Several studies have examined the financial effects of private equity firms on hospitals. The new paper, which examines 51 hospitals between 2009 and 2019, provides new evidence that those changes may result in more dangerous conditions for patients. The researchers, which also include Dr. Zirui Song from Harvard and Joseph Dov Bruch from the University of Chicago, received funding from Arnold Ventures, a group that supports a wide range of health care research and became critical of the private equity industry.
Previously research found that patients were more likely to die after visiting a private equity-backed hospital.
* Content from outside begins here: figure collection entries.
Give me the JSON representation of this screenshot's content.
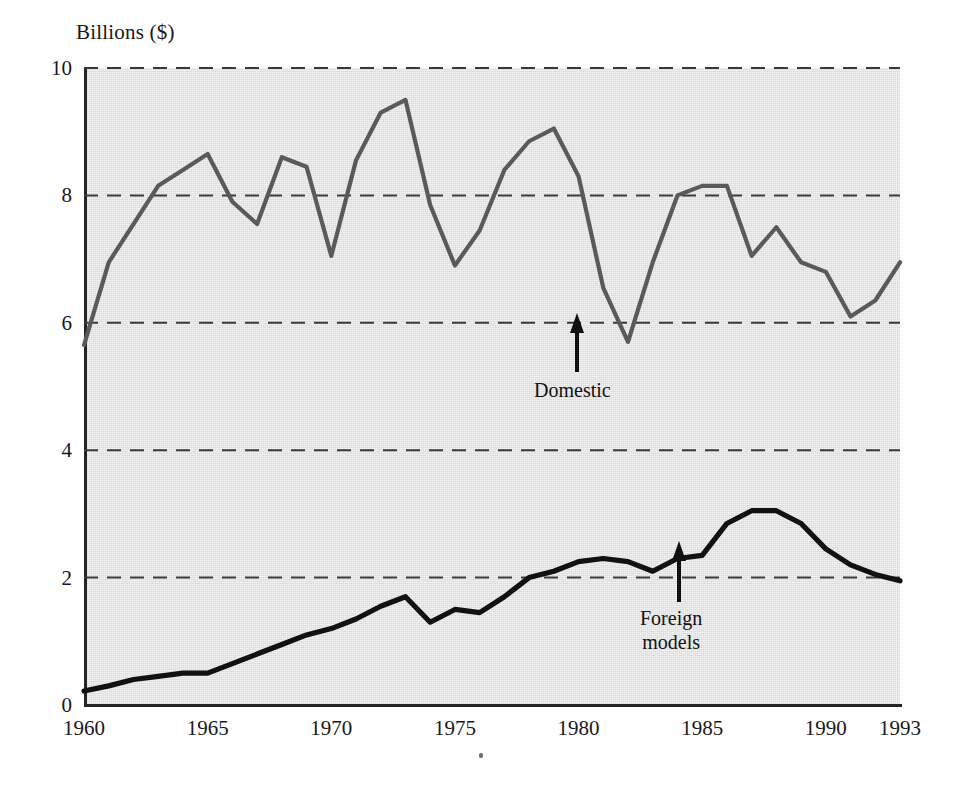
{
  "figure": {
    "background": "#ffffff",
    "plot_background": "#e6e6e6",
    "axis_color": "#242424"
  },
  "axes": {
    "ylabel": "Billions ($)",
    "yticks": [
      "0",
      "2",
      "4",
      "6",
      "8",
      "10"
    ],
    "xticks": [
      "1960",
      "1965",
      "1970",
      "1975",
      "1980",
      "1985",
      "1990",
      "1993"
    ]
  },
  "annotations": [
    {
      "name": "domestic",
      "label": "Domestic",
      "lines": [
        "Domestic"
      ]
    },
    {
      "name": "foreign",
      "label": "Foreign models",
      "lines": [
        "Foreign",
        "models"
      ]
    }
  ],
  "chart_data": {
    "type": "line",
    "title": "",
    "subtitle": "",
    "xlabel": "",
    "ylabel": "Billions ($)",
    "xlim": [
      1960,
      1993
    ],
    "ylim": [
      0,
      10
    ],
    "grid": "horizontal-dashed",
    "gridlines_y": [
      2,
      4,
      6,
      8,
      10
    ],
    "legend": "none (series labelled in-plot with arrows)",
    "x": [
      1960,
      1961,
      1962,
      1963,
      1964,
      1965,
      1966,
      1967,
      1968,
      1969,
      1970,
      1971,
      1972,
      1973,
      1974,
      1975,
      1976,
      1977,
      1978,
      1979,
      1980,
      1981,
      1982,
      1983,
      1984,
      1985,
      1986,
      1987,
      1988,
      1989,
      1990,
      1991,
      1992,
      1993
    ],
    "series": [
      {
        "name": "Domestic",
        "color": "#5a5a5a",
        "annotation": "Domestic",
        "annotation_year": 1981,
        "values": [
          5.65,
          6.95,
          7.55,
          8.15,
          8.4,
          8.65,
          7.9,
          7.55,
          8.6,
          8.45,
          7.05,
          8.55,
          9.3,
          9.5,
          7.85,
          6.9,
          7.45,
          8.4,
          8.85,
          9.05,
          8.3,
          6.55,
          5.7,
          6.95,
          8.0,
          8.15,
          8.15,
          7.05,
          7.5,
          6.95,
          6.8,
          6.1,
          6.35,
          6.95
        ]
      },
      {
        "name": "Foreign models",
        "color": "#111111",
        "annotation": "Foreign models",
        "annotation_year": 1985,
        "values": [
          0.22,
          0.3,
          0.4,
          0.45,
          0.5,
          0.5,
          0.65,
          0.8,
          0.95,
          1.1,
          1.2,
          1.35,
          1.55,
          1.7,
          1.3,
          1.5,
          1.45,
          1.7,
          2.0,
          2.1,
          2.25,
          2.3,
          2.25,
          2.1,
          2.3,
          2.35,
          2.85,
          3.05,
          3.05,
          2.85,
          2.45,
          2.2,
          2.05,
          1.95
        ]
      }
    ]
  }
}
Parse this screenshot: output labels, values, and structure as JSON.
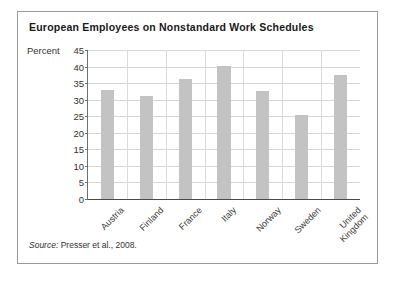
{
  "figure": {
    "title": "European Employees on Nonstandard Work Schedules",
    "source_prefix": "Source:",
    "source_text": " Presser et al., 2008.",
    "border_color": "#9a9a9a",
    "bar_color": "#c3c3c3",
    "gridline_color": "#d6d6d6"
  },
  "chart_data": {
    "type": "bar",
    "title": "European Employees on Nonstandard Work Schedules",
    "xlabel": "",
    "ylabel": "Percent",
    "ylim": [
      0,
      45
    ],
    "ytick_step": 5,
    "yticks": [
      45,
      40,
      35,
      30,
      25,
      20,
      15,
      10,
      5,
      0
    ],
    "ytick_labels": [
      "45",
      "40",
      "35",
      "30",
      "25",
      "20",
      "15",
      "10",
      "5",
      "0"
    ],
    "grid": true,
    "legend": false,
    "categories": [
      "Austria",
      "Finland",
      "France",
      "Italy",
      "Norway",
      "Sweden",
      "United Kingdom"
    ],
    "category_label_lines": [
      [
        "Austria"
      ],
      [
        "Finland"
      ],
      [
        "France"
      ],
      [
        "Italy"
      ],
      [
        "Norway"
      ],
      [
        "Sweden"
      ],
      [
        "United",
        "Kingdom"
      ]
    ],
    "values": [
      33.0,
      31.1,
      36.2,
      40.3,
      32.5,
      25.5,
      37.6
    ],
    "series": [
      {
        "name": "Percent on nonstandard work schedules",
        "values": [
          33.0,
          31.1,
          36.2,
          40.3,
          32.5,
          25.5,
          37.6
        ]
      }
    ],
    "source": "Source: Presser et al., 2008."
  }
}
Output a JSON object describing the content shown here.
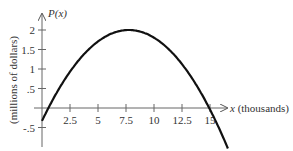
{
  "chart_data": {
    "type": "line",
    "title": "",
    "xlabel": "x (thousands)",
    "ylabel": "(millions of dollars)",
    "y_axis_title": "P(x)",
    "x_var": "x",
    "x_unit": "(thousands)",
    "x_ticks": [
      2.5,
      5,
      7.5,
      10,
      12.5,
      15
    ],
    "x_tick_labels": [
      "2.5",
      "5",
      "7.5",
      "10",
      "12.5",
      "15"
    ],
    "y_ticks": [
      2,
      1.5,
      1,
      0.5,
      -0.5
    ],
    "y_tick_labels": [
      "2",
      "1.5",
      "1",
      ".5",
      "-.5"
    ],
    "xlim": [
      0,
      16.6
    ],
    "ylim": [
      -1.0,
      2.4
    ],
    "grid": false,
    "legend": null,
    "series": [
      {
        "name": "P(x)",
        "description": "downward parabola, max ≈ 2 at x ≈ 7.75, zeros near x ≈ 0.6 and x ≈ 15",
        "x": [
          0,
          1,
          2.5,
          5,
          7.5,
          7.75,
          10,
          12.5,
          15,
          16.6
        ],
        "y": [
          -0.33,
          0.16,
          0.72,
          1.71,
          2.0,
          2.0,
          1.8,
          1.12,
          -0.05,
          -1.04
        ]
      }
    ],
    "color": "#111111"
  }
}
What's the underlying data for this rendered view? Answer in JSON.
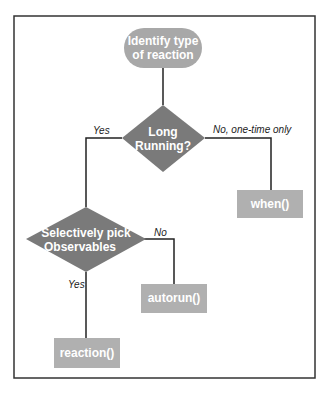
{
  "colors": {
    "start": "#a8a8a8",
    "decision": "#7a7a7a",
    "action": "#b0b0b0",
    "line": "#222222",
    "frame": "#333333"
  },
  "nodes": {
    "start": {
      "line1": "Identify type",
      "line2": "of reaction"
    },
    "decision1": {
      "line1": "Long",
      "line2": "Running?"
    },
    "decision2": {
      "line1": "Selectively pick",
      "line2": "Observables"
    },
    "when": {
      "label": "when()"
    },
    "autorun": {
      "label": "autorun()"
    },
    "reaction": {
      "label": "reaction()"
    }
  },
  "edges": {
    "d1_yes": "Yes",
    "d1_no": "No, one-time only",
    "d2_no": "No",
    "d2_yes": "Yes"
  }
}
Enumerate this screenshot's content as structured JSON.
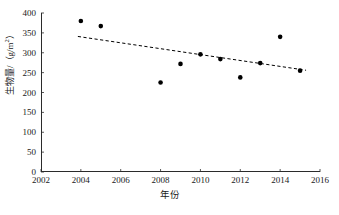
{
  "chart_data": {
    "type": "scatter",
    "title": "",
    "subtitle": "",
    "xlabel": "年份",
    "ylabel": "生物量/（g/m²）",
    "ylabel_parts": {
      "text": "生物量/（g/m",
      "superscript": "2",
      "tail": "）"
    },
    "xlim": [
      2002,
      2016
    ],
    "ylim": [
      0,
      400
    ],
    "xticks": [
      2002,
      2004,
      2006,
      2008,
      2010,
      2012,
      2014,
      2016
    ],
    "xtick_labels": [
      "2002",
      "2004",
      "2006",
      "2008",
      "2010",
      "2012",
      "2014",
      "2016"
    ],
    "yticks": [
      0,
      50,
      100,
      150,
      200,
      250,
      300,
      350,
      400
    ],
    "ytick_labels": [
      "0",
      "50",
      "100",
      "150",
      "200",
      "250",
      "300",
      "350",
      "400"
    ],
    "grid": false,
    "legend": null,
    "marker": {
      "shape": "circle",
      "color": "#000000",
      "size_px": 4.6
    },
    "x": [
      2004,
      2005,
      2008,
      2009,
      2010,
      2011,
      2012,
      2013,
      2014,
      2015
    ],
    "y": [
      380,
      367,
      225,
      272,
      296,
      284,
      238,
      274,
      340,
      255
    ],
    "points": [
      {
        "x": 2004,
        "y": 380
      },
      {
        "x": 2005,
        "y": 367
      },
      {
        "x": 2008,
        "y": 225
      },
      {
        "x": 2009,
        "y": 272
      },
      {
        "x": 2010,
        "y": 296
      },
      {
        "x": 2011,
        "y": 284
      },
      {
        "x": 2012,
        "y": 238
      },
      {
        "x": 2013,
        "y": 274
      },
      {
        "x": 2014,
        "y": 340
      },
      {
        "x": 2015,
        "y": 255
      }
    ],
    "series": [
      {
        "name": "生物量",
        "type": "scatter",
        "values": [
          380,
          367,
          225,
          272,
          296,
          284,
          238,
          274,
          340,
          255
        ]
      },
      {
        "name": "trendline",
        "type": "line",
        "style": "dashed",
        "color": "#000000",
        "x_start": 2003.85,
        "y_start": 341,
        "x_end": 2015.3,
        "y_end": 256
      }
    ]
  }
}
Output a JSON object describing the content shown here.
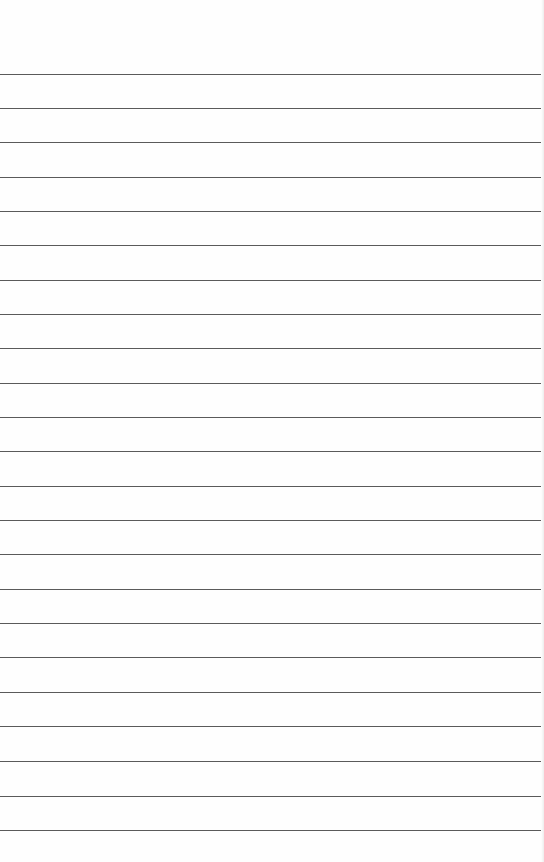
{
  "page": {
    "type": "lined-paper",
    "background_color": "#fefefe",
    "rule_color": "#5a5a5a",
    "rule_count": 23,
    "rules_y": [
      74,
      108,
      142,
      177,
      211,
      245,
      280,
      314,
      348,
      383,
      417,
      451,
      486,
      520,
      554,
      589,
      623,
      657,
      692,
      726,
      761,
      796,
      830
    ]
  }
}
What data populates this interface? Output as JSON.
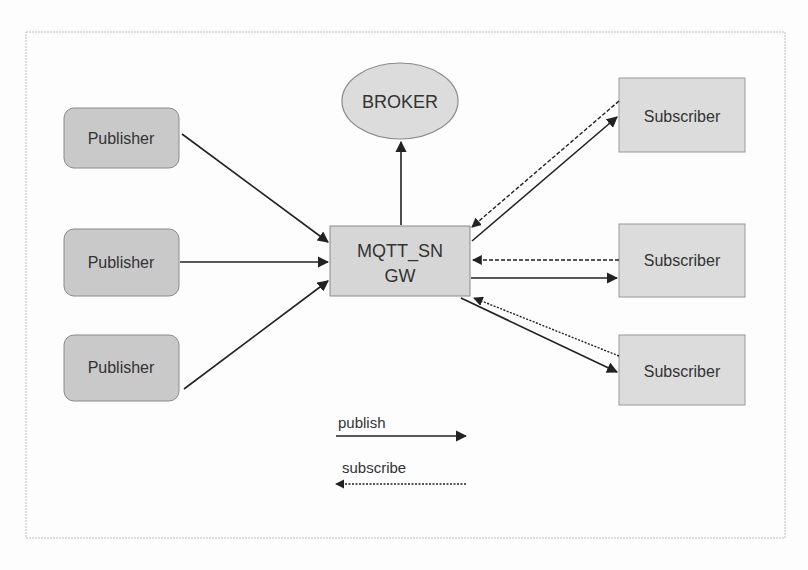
{
  "diagram": {
    "broker": {
      "label": "BROKER"
    },
    "gateway": {
      "line1": "MQTT_SN",
      "line2": "GW"
    },
    "publishers": [
      {
        "label": "Publisher"
      },
      {
        "label": "Publisher"
      },
      {
        "label": "Publisher"
      }
    ],
    "subscribers": [
      {
        "label": "Subscriber"
      },
      {
        "label": "Subscriber"
      },
      {
        "label": "Subscriber"
      }
    ],
    "legend": {
      "publish": {
        "label": "publish",
        "style": "solid"
      },
      "subscribe": {
        "label": "subscribe",
        "style": "dashed"
      }
    },
    "colors": {
      "publisher_fill": "#c9c9c9",
      "node_fill": "#dcdcdc",
      "stroke": "#8a8a8a",
      "arrow": "#222222",
      "text": "#333333"
    }
  }
}
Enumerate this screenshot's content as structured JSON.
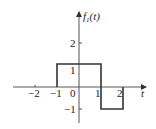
{
  "diagram": {
    "title": "f1(t)",
    "y_label_main": "f",
    "y_label_sub": "1",
    "y_label_arg": "(t)",
    "x_label": "t",
    "x_ticks": [
      "−2",
      "−1",
      "0",
      "1",
      "2"
    ],
    "y_ticks": [
      "2",
      "1",
      "−1"
    ],
    "signal": [
      {
        "from": -1,
        "to": 1,
        "value": 1
      },
      {
        "from": 1,
        "to": 2,
        "value": -1
      }
    ],
    "line_color": "#333333"
  }
}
But the researchers said they wanted to focus their study on specific measures such as medical errors that more directly reflect care in a hospital rather than patient deaths, which are more likely to be influenced by hospital status. health of patients entering the hospital.
The researchers analyzed a range of errors that Medicare tracks and that Medicare encourages hospitals to reduce. Hospitals with high rates of some of these problems — such as central line infections — must pay financial penalties to the government. Although not all errors occurred often enough to be measured with precision, and complications rarely occurred overall, all eight individual measures studied in the paper worsened in hospitals that purchased the private equity funds.
The rates of these complications have generally declined for about 15 years, as hospitals have worked to reduce them and as best practices in their prevention have become more prevalent.
“These are preventable adverse events that everyone thinks should not happen in hospitals,” said Dr. David Blumenthal, the former president of the Commonwealth Fund, a nonprofit health care research group, reviewed the study.
Some private equity owners may be too eager to cut costs, leading to a decline in the quality of care, he said. “It’s about investment style,” he said. “It’s about being aggressive and looking for short-time-frame profits and return on investment.” In cases where they do not take this approach, private equity can be positive, added Dr. Blumenthal: “It brings capital. It makes a difference.”
The researchers said the most likely explanation for the increased errors is fewer hospital employees, an effect measured in other private equity studies. “Staffing reductions after the takeover could explain all of these findings,” said Dr. Song.
But this paper did not directly measure staffing levels at the hospitals it examined.
Dr. Song has advocated more government oversight of private equity firms in health care. But some scholars who have studied the companies said that while the new paper raises serious concerns, it still leaves some important questions unanswered for policymakers.
“It should make us lean forward and pay attention to what’s going on,” said Zack Cooper, a professor of economics at Yale, who has observed the industry. “This should not yet be a reason for us to introduce wholesale policies.”
Vivian Ho, a professor of economics at Rice, is a co-author on a paper that documented staff reductions after companies bought hospitals, including small reductions in nursing. Professor Ho noted that it was difficult to ascertain whether the cuts were the result of a change in leadership, or specifically ownership by a private equity firm, but said the results were alarming enough that he was eager to see more evidence.
“I’m willing to believe it’s because of staffing issues,” he said. “You just combine that with the anecdotal reports of what’s happening in some of these hospitals, and it’s a consistent story.”